The Republican and Democrat co-chairs of the Congressional Public Broadcasting Caucus are urging the Trump administration to reconsider cuts to public broadcasting included in a $9.4 billion rescission package that the House is set to vote on this week.
The legislation includes $1.1 billion in cuts to the Corporation of Public Broadcasting that were approved by Congress, $535 million in fiscal 2026 and 2027.
The CPB funds National Public Radio, the Public Broadcasting Service, and local affiliates. The administration said in April that taxpayers "have been on the hook" for years funding NPR and PBS, which they said promoted "radical, woke propaganda disguised as 'news.'"
Rep. Mark Amodei, R-Nev., and Rep. Dan Goldman, D-N.Y., released a joint statement Monday in which they oppose clawing back funding to rescind funding for the CPB. They said that cutting such funding would eliminate the only reliable media source for rural areas.
"Of the 544 radio and television stations that receive federal funding, 245 serve rural communities and collectively support more than 5,950 local jobs," Amodei and Goldman said in the statement posted on their X accounts. "Rural broadcasters face significant challenges in raising private funds, making them particularly vulnerable if government funding is cut."
The lawmakers acknowledged that "we reaffirm that public media must be objective and legitimate concerns about content should be addressed" but added that "funding decisions should be objective as well."
"Public broadcasting represents less than 0.01% of the federal budget, yet its impact reaches every congressional district," they said. "Cutting this funding will not meaningfully reduce the deficit, but it will dismantle a trusted source of information for millions of Americans."
On May 28 through Russell Vought, director of the Office and Management Budget, President Donald Trump sent to Congress a request to rescind the funds that were identified through the Department of Government Efficiency's efforts to uncover waste, fraud, and abuse in the federal government.
The request also included $8.3 billion in funding cuts to the U.S. Agency for International Development, the U.S. Institute for Peace, and other international aid programs.
A simple majority of lawmakers in each GOP-controlled chamber of Congress can approve the rescission package within 45 days for it to become law. Republicans in both chambers have expressed concerns about the scope of the cuts.
"You go to rural America, public television is how you get emergency broadcasting and all that kind of stuff," Rep. Mike Simpson, R-Idaho, said Thursday, according to The Hill. "I look at Idaho Public Television, they're a great organization, and we don't see the politics that some states do in them, or at least they believe they see that and stuff."
Simpson added that he still intends to support the package when it comes to the House floor.
Sen. Mike Rounds, R-S.D., told reporters last week that before he agrees to the rescission package, he needs to know what the cuts "would do to my Native American populations who use the AM radio, I think FM in some areas, to actually communicate throughout those rural areas."
"I tell folks we've got some stuff in public radio that for Native Americans who don't have anything else to communicate with out there for emergencies and so forth," he said, according to The Hill.
Michael Katz ✉
Michael Katz is a Newsmax reporter with more than 30 years of experience reporting and editing on news, culture, and politics.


Exercise
Could you find every line in the records below that contains the word "region" and copy it?

[Opening Record extracts section]

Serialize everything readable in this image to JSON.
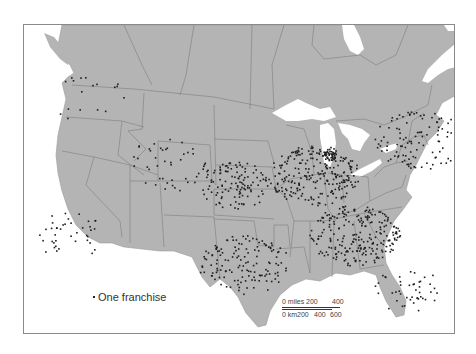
{
  "map": {
    "title": "",
    "subject": "Franchise locations, United States and southern Canada",
    "land_color": "#b4b4b4",
    "water_color": "#ffffff",
    "border_color": "#7a7a7a",
    "dot_color": "#1e1e1e",
    "frame_color": "#8a8a8a"
  },
  "legend": {
    "symbol": "dot",
    "label": "One franchise"
  },
  "scale_bar": {
    "miles_label": "0 miles",
    "miles_ticks": [
      "200",
      "400"
    ],
    "km_label": "0 km",
    "km_ticks": [
      "200",
      "400",
      "600"
    ]
  },
  "dot_clusters": [
    {
      "region": "Pacific Northwest",
      "density": "low",
      "x": 60,
      "y": 72,
      "count": 18
    },
    {
      "region": "California",
      "density": "medium",
      "x": 45,
      "y": 210,
      "count": 40
    },
    {
      "region": "Mountain West",
      "density": "low",
      "x": 140,
      "y": 140,
      "count": 45
    },
    {
      "region": "Great Plains",
      "density": "medium",
      "x": 210,
      "y": 160,
      "count": 120
    },
    {
      "region": "Texas",
      "density": "high",
      "x": 220,
      "y": 240,
      "count": 140
    },
    {
      "region": "Midwest",
      "density": "high",
      "x": 290,
      "y": 150,
      "count": 240
    },
    {
      "region": "Chicago",
      "density": "very high",
      "x": 305,
      "y": 130,
      "count": 40
    },
    {
      "region": "Southeast",
      "density": "high",
      "x": 330,
      "y": 210,
      "count": 230
    },
    {
      "region": "Northeast",
      "density": "high",
      "x": 395,
      "y": 115,
      "count": 110
    },
    {
      "region": "Florida",
      "density": "medium",
      "x": 385,
      "y": 265,
      "count": 45
    }
  ]
}
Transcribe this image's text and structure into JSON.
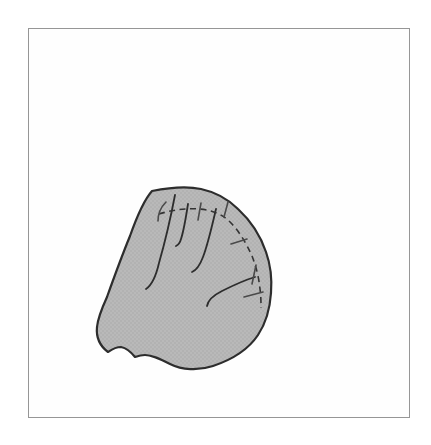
{
  "figure": {
    "colors": {
      "page_bg": "#ffffff",
      "frame_bg": "#fefefe",
      "frame_border": "#969696",
      "shape_fill": "#b9b9b9",
      "stipple_dot": "#a6a6a6",
      "shape_outline": "#2d2d2d",
      "inner_line": "#2d2d2d",
      "dashed_line": "#333333",
      "tick_color": "#4a4a4a"
    },
    "paths": {
      "outline": "M 152,191 C 167,188 187,186 201,189 C 215,192 228,199 238,209 C 251,221 261,237 266,252 C 271,266 272,280 271,293 C 270,308 266,323 258,335 C 248,350 231,360 213,366 C 198,371 182,370 170,364 C 160,359 152,355 145,355 C 141,355 138,356 135,357 C 131,352 126,348 121,347 C 115,347 111,350 108,352 C 100,346 96,337 97,327 C 98,317 102,308 107,297 C 112,283 121,258 130,236 C 136,219 144,200 152,191 Z",
      "inner_curves": [
        "M 175,195 C 171,216 165,242 159,263 C 156,276 152,285 146,289",
        "M 188,204 C 186,217 184,230 181,239 C 180,243 178,245 176,246",
        "M 216,209 C 212,226 208,244 203,257 C 200,265 197,270 192,272",
        "M 207,306 C 208,300 214,295 222,291 C 234,285 245,280 255,277"
      ],
      "dashed_margin": "M 159,214 C 172,210 186,208 199,209 C 213,210 224,215 232,224 C 241,234 247,245 252,256 C 256,266 259,278 260,289 C 261,296 261,303 261,308",
      "ticks": [
        "M 166,202 C 161,207 158,213 158,221",
        "M 201,203 L 198,220",
        "M 228,202 L 224,217",
        "M 231,244 L 247,239",
        "M 256,265 L 252,284",
        "M 244,297 L 263,292"
      ]
    }
  }
}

[Closing Record extracts section]

Task result
      "region": "Pacific Northwest",
      "region": "California",
      "region": "Mountain West",
      "region": "Great Plains",
      "region": "Texas",
      "region": "Midwest",
      "region": "Chicago",
      "region": "Southeast",
      "region": "Northeast",
      "region": "Florida",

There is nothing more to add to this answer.